Task to complete -
Transcribe all of the data exactly. Omit the pictures.

Dataset excerpts -
━━━━
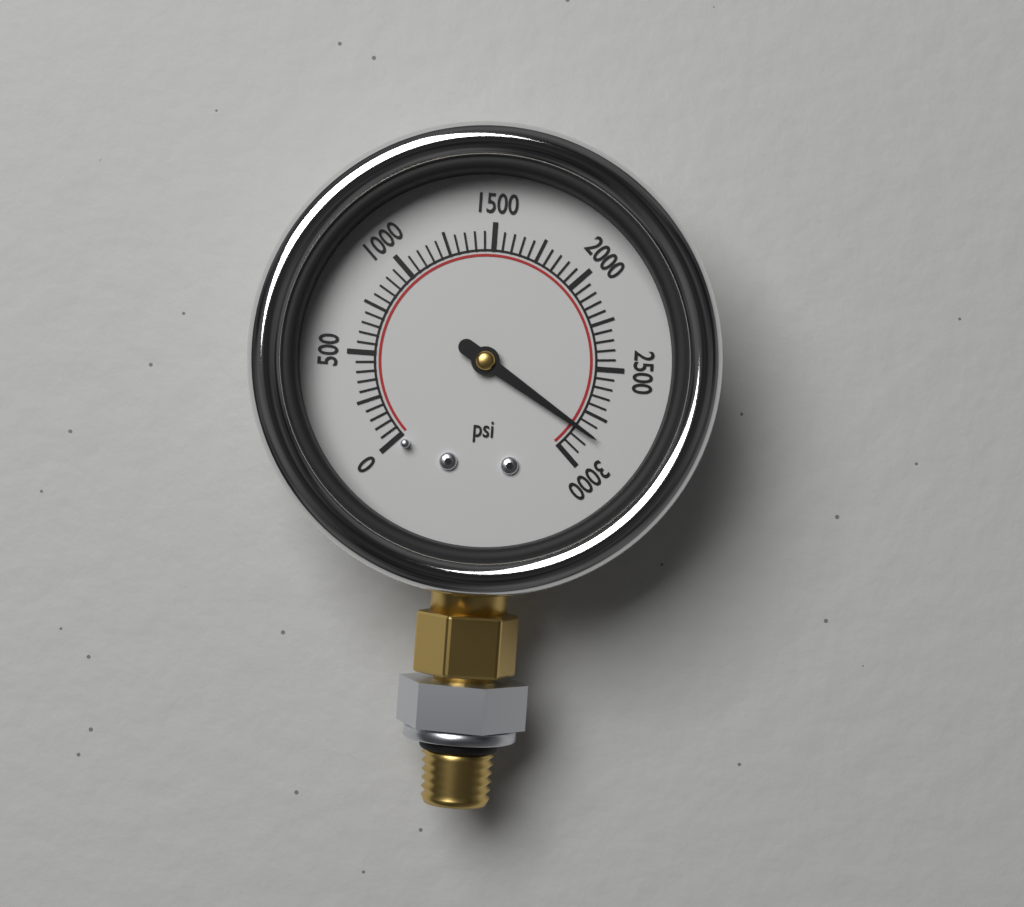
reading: 2850 psi
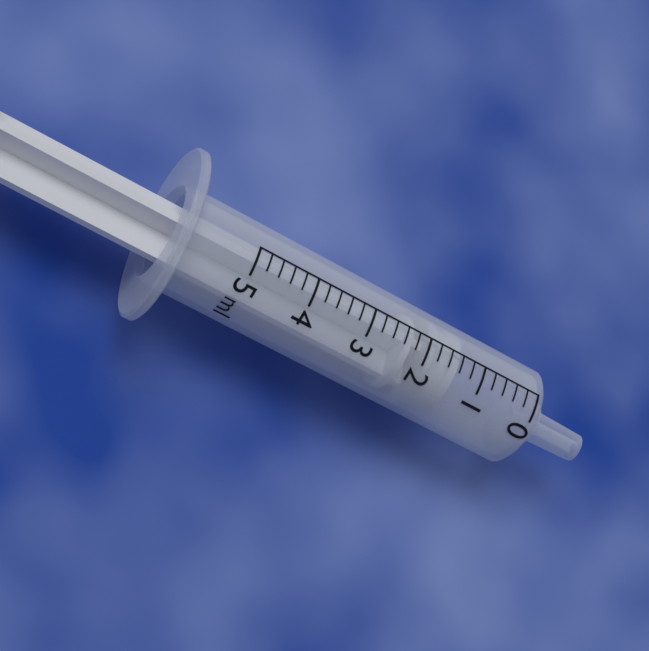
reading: 1.4 ml
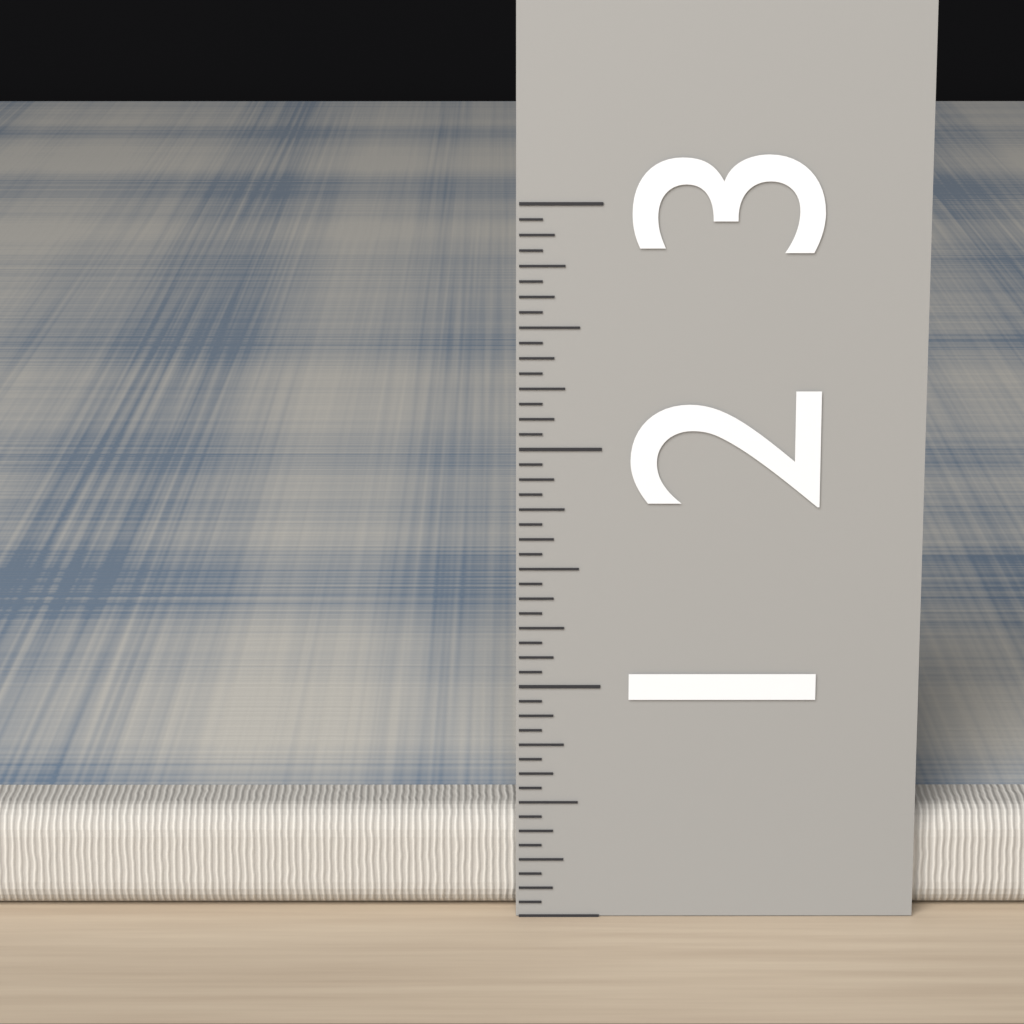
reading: 0.4375 (no unit)
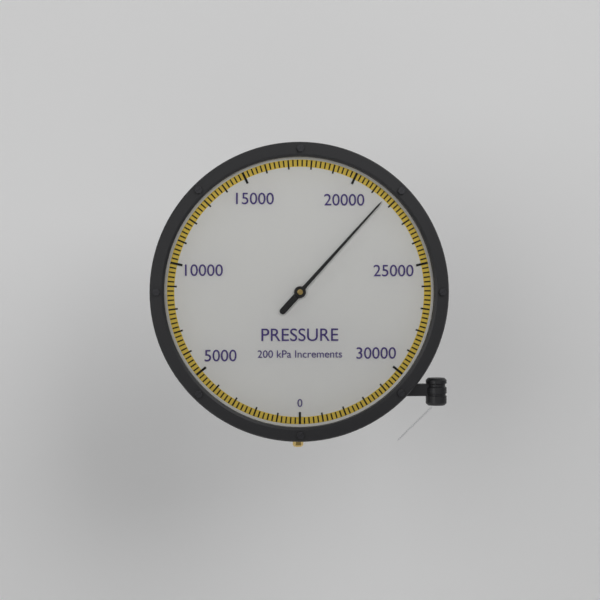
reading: 21600 kPa
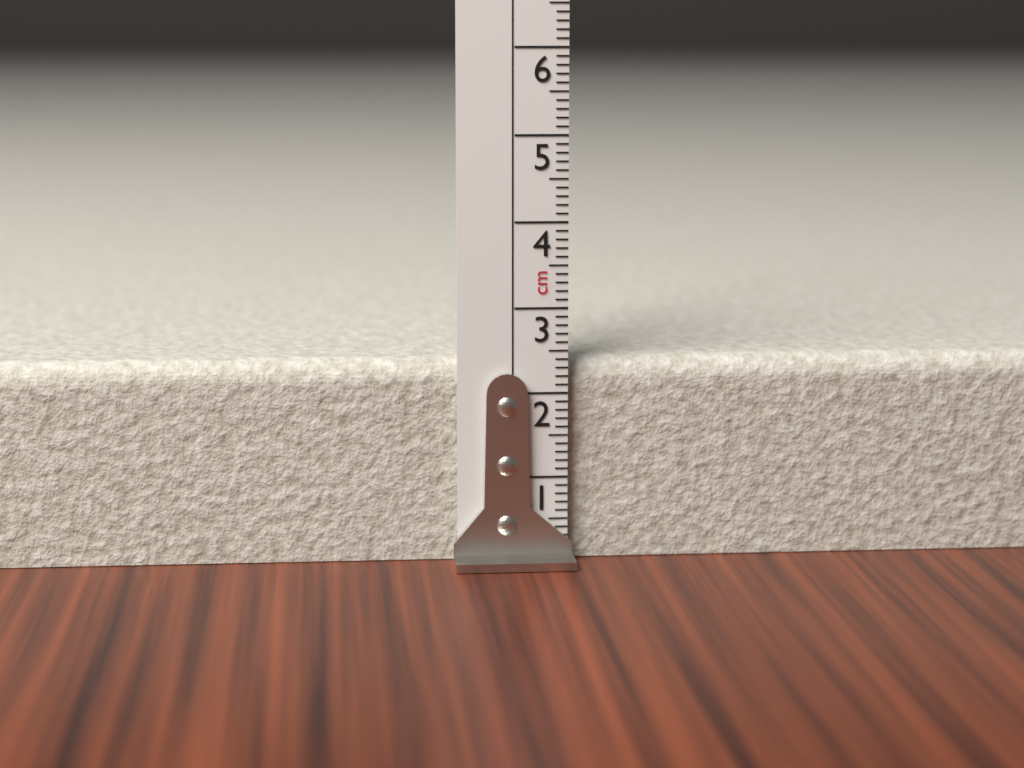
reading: 2.4 cm
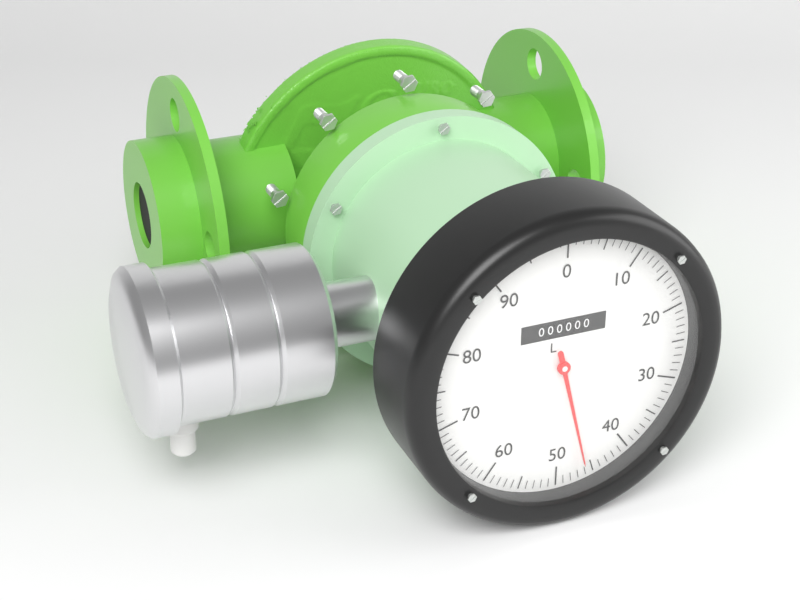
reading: 46 L
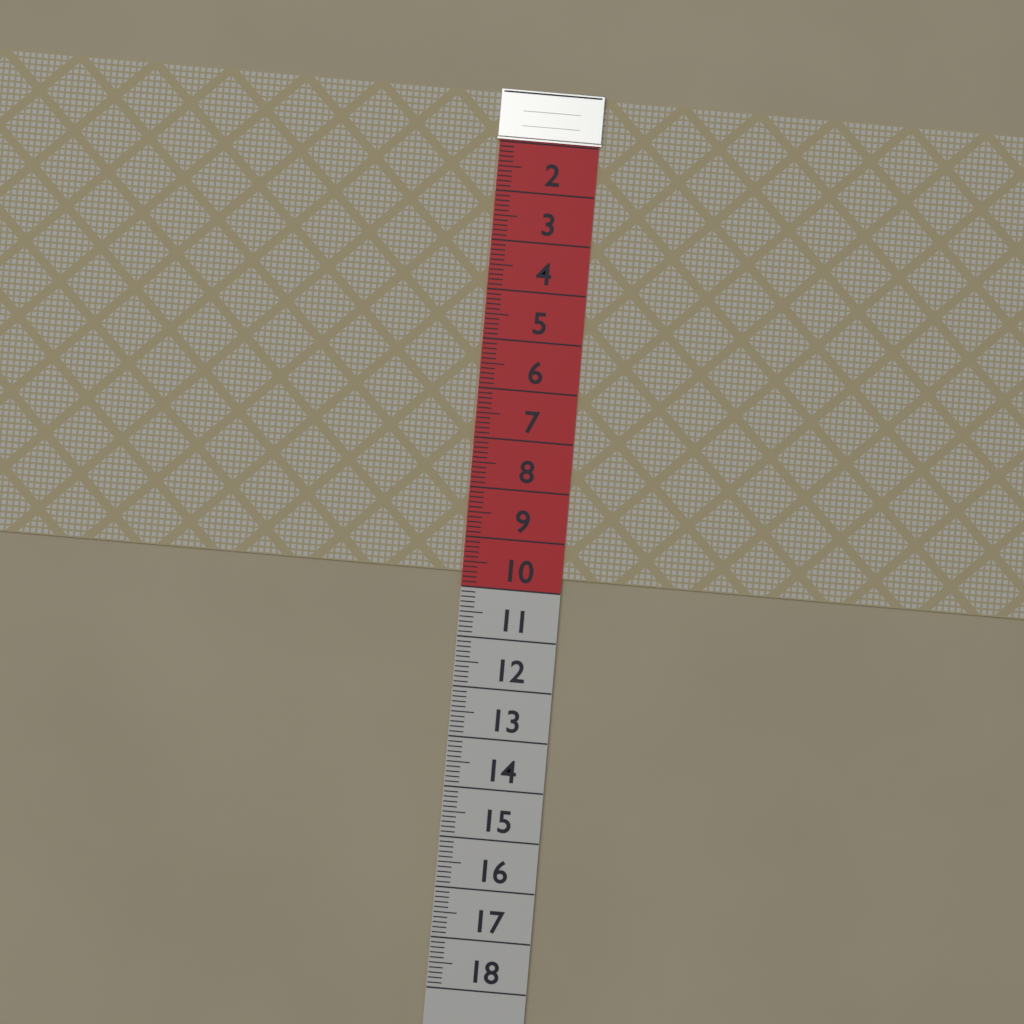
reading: 9.7 (no unit)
━━━━
Answer section -
reading: 2850 psi
reading: 1.4 ml
reading: 0.4375 (no unit)
reading: 21600 kPa
reading: 2.4 cm
reading: 46 L
reading: 9.7 (no unit)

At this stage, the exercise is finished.